House of Mirth (Barnes & Noble Classics - Edith Wharton [172]
In her confusion she stumbled against a man who was hurrying down the last steps of the elevated station.dj He drew back, and she heard her name uttered with surprise. It was Rosedale, fur-coated, glossy and prosperous—but why did she seem to see him so far off, and as if through a mist of splintered crystals? Before she could account for the phenomenon she found herself shaking hands with him. They had parted with scorn on her side and anger upon his, but all trace of these emotions seemed to vanish as their hands met, and she was only aware of a confused wish that she might continue to hold fast to him.
“Why, what’s the matter, Miss Lily? You’re not well!” he exclaimed; and she forced her lips into a pallid smile of reassurance.
“I’m a little tired—its nothing. Stay with me a moment, please,” she faltered. That she should be asking this service of Rosedale!
He glanced at the dirty and unpropitious corner on which they stood, with the shriek of the “elevated” and the tumult of trains and waggons contending hideously in their ears.
“We can’t stay here; but let me take you somewhere for a cup of tea. The Longworth is only a few yards off, and there’ll be no one there at this hour.”
A cup of tea in quiet, somewhere out of the noise and ugliness, seemed for the moment the one solace she could bear. A few steps brought them to the ladies’ door of the hotel he had named, and a moment later he was seated opposite to her, and the waiter had placed the tea-tray between them.
“Not a drop of brandy or whiskey first? You look regularly done up, Miss Lily. Well, take your tea strong, then; and, waiter, get a cushion for the lady’s back.”
Lily smiled faintly at the injunction to take her tea strong. It was the temptation she was always struggling to resist. Her craving for the keen stimulant was forever conflicting with that other craving for sleep—the midnight craving which only the little phial in her hand could still.

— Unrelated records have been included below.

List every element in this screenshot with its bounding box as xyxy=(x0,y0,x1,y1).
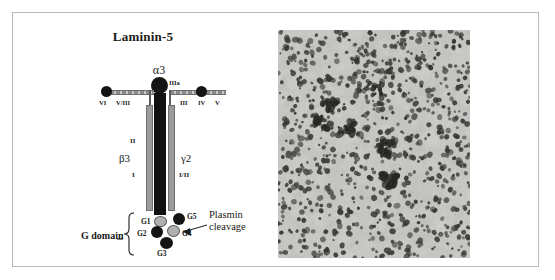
gamma2-chain-label: γ2 xyxy=(181,152,191,164)
plasmin-line-1: Plasmin xyxy=(209,209,246,221)
alpha3-rod xyxy=(154,93,166,215)
beta3-arm-terminal-globule xyxy=(101,86,112,97)
domain-label-right-3: V xyxy=(215,99,220,106)
globule-label-G2: G2 xyxy=(137,229,147,238)
alpha3-chain-label: α3 xyxy=(139,63,179,78)
globule-label-G1: G1 xyxy=(141,217,151,226)
domain-label-left-2: V/III xyxy=(116,99,130,106)
domain-label-right-1: III xyxy=(180,99,188,106)
globule-G3 xyxy=(160,237,173,249)
domain-label-left-1: VI xyxy=(99,99,106,106)
plasmin-line-2: cleavage xyxy=(209,221,246,233)
tissue-micrograph-panel xyxy=(278,30,470,258)
beta3-domain-label-II: II xyxy=(130,137,135,145)
globule-label-G3: G3 xyxy=(157,249,167,258)
beta3-chain-label: β3 xyxy=(119,152,130,164)
g-domain-label: G domain xyxy=(81,230,124,241)
beta3-domain-label-I: I xyxy=(132,171,135,179)
globule-G5 xyxy=(173,213,185,225)
globule-label-G4: G4 xyxy=(182,229,192,238)
figure-root: Laminin-5 α3 IIIa VI V/III III IV V II I… xyxy=(0,0,555,280)
gamma2-arm-globule xyxy=(196,86,207,97)
globule-G4 xyxy=(167,225,180,237)
globule-G2 xyxy=(151,226,163,238)
plasmin-cleavage-annotation: Plasmin cleavage xyxy=(209,209,246,233)
gamma2-rod xyxy=(168,105,175,211)
beta3-short-arm xyxy=(110,90,154,95)
micrograph-image xyxy=(278,30,470,258)
panel-title: Laminin-5 xyxy=(13,29,273,45)
globule-label-G5: G5 xyxy=(187,212,197,221)
gamma2-domain-label: I/II xyxy=(179,171,189,179)
laminin-5-schematic-panel: Laminin-5 α3 IIIa VI V/III III IV V II I… xyxy=(13,13,273,266)
domain-label-right-2: IV xyxy=(198,99,205,106)
domain-label-IIIa: IIIa xyxy=(169,79,180,86)
beta3-rod xyxy=(146,105,153,211)
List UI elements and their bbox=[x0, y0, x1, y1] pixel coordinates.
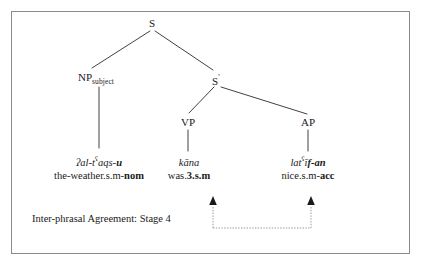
node-vp-label: VP bbox=[181, 116, 195, 128]
node-np-label: NP bbox=[78, 71, 92, 83]
ap-surface-form: latʕīf-an bbox=[255, 155, 361, 169]
lexical-item-np: ʔal-tʕaqs-u the-weather.s.m-nom bbox=[29, 155, 169, 182]
np-gloss: the-weather.s.m-nom bbox=[29, 169, 169, 182]
np-surface-form: ʔal-tʕaqs-u bbox=[29, 155, 169, 169]
np-gloss-plain: the-weather.s.m- bbox=[54, 170, 124, 181]
np-form-prefix: ʔal-t bbox=[76, 157, 95, 168]
np-gloss-feature: nom bbox=[124, 170, 144, 181]
agreement-annotation-label: Inter-phrasal Agreement: Stage 4 bbox=[32, 214, 171, 225]
node-s: S bbox=[149, 18, 155, 29]
ap-gloss: nice.s.m-acc bbox=[255, 169, 361, 182]
lexical-item-ap: latʕīf-an nice.s.m-acc bbox=[255, 155, 361, 182]
np-form-mid: aqs- bbox=[98, 157, 116, 168]
node-ap: AP bbox=[301, 117, 315, 128]
vp-gloss-plain: was. bbox=[168, 170, 187, 181]
vp-gloss: was.3.s.m bbox=[150, 169, 228, 182]
ap-gloss-feature: acc bbox=[320, 170, 335, 181]
node-np-subject: NPsubject bbox=[78, 72, 114, 86]
ap-gloss-plain: nice.s.m- bbox=[281, 170, 320, 181]
ap-form-prefix: lat bbox=[290, 157, 301, 168]
node-s-bar: S' bbox=[212, 74, 220, 87]
np-form-suffix: u bbox=[116, 157, 122, 168]
vp-form-prefix: kāna bbox=[179, 157, 199, 168]
vp-gloss-feature: 3.s.m bbox=[187, 170, 210, 181]
node-sbar-prime: ' bbox=[218, 73, 219, 82]
node-s-label: S bbox=[149, 17, 155, 29]
vp-surface-form: kāna bbox=[150, 155, 228, 169]
node-ap-label: AP bbox=[301, 116, 315, 128]
ap-form-suffix: f-an bbox=[308, 157, 326, 168]
node-np-subscript: subject bbox=[92, 77, 114, 86]
lexical-item-vp: kāna was.3.s.m bbox=[150, 155, 228, 182]
node-vp: VP bbox=[181, 117, 195, 128]
figure-canvas: S NPsubject S' VP AP ʔal-tʕaqs-u the-wea… bbox=[0, 0, 421, 266]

But today, at any rate, the tea could hardly be too strong: she counted on it to pour warmth and resolution into her empty veins.
As she leaned back before him, her lids drooping in utter lassitude, though the first warm draught already tinged her face with returning life, Rosedale was seized afresh by the poignant surprise of her beauty. The dark pencilling of fatigue under her eyes, the morbid blue-veined pallour of the temples, brought out the brightness of her hair and lips, as though all her ebbing vitality were centred there. Against the dull chocolate-coloured background of the restaurant, the purity of her head stood out, as it had never done in the most brightly-lit ball-room. He looked at her with a startled uncomfortable feeling, as though her beauty were a forgotten enemy that had lain in ambush and now sprang out on him unawares.
To clear the air he tried to take an easy tone with her. “Why, Miss Lily, I haven’t seen you for an age. I didn’t know what had become of you.”
As he spoke, he was checked by an embarrassing sense of the complications to which this might lead. Though he had not seen her he had heard of her; he knew of her connection with Mrs. Hatch, and of the talk resulting from it. Mrs. Hatch’s milieu was one which he had once assiduously frequented, and now as devoutly shunned.
Lily, to whom the tea had restored her usual clearness of mind, saw what was in his thoughts and said with a slight smile: “You would not be likely to know about me. I have joined the working classes.”
He stared in genuine wonder. “You don’t mean—? Why, what on earth are you doing?”
“Learning to be a milliner—at least trying to learn,” she hastily qualified the statement.
Rosedale suppressed a low whistle of surprise. “Come off—you ain’t serious, are you?”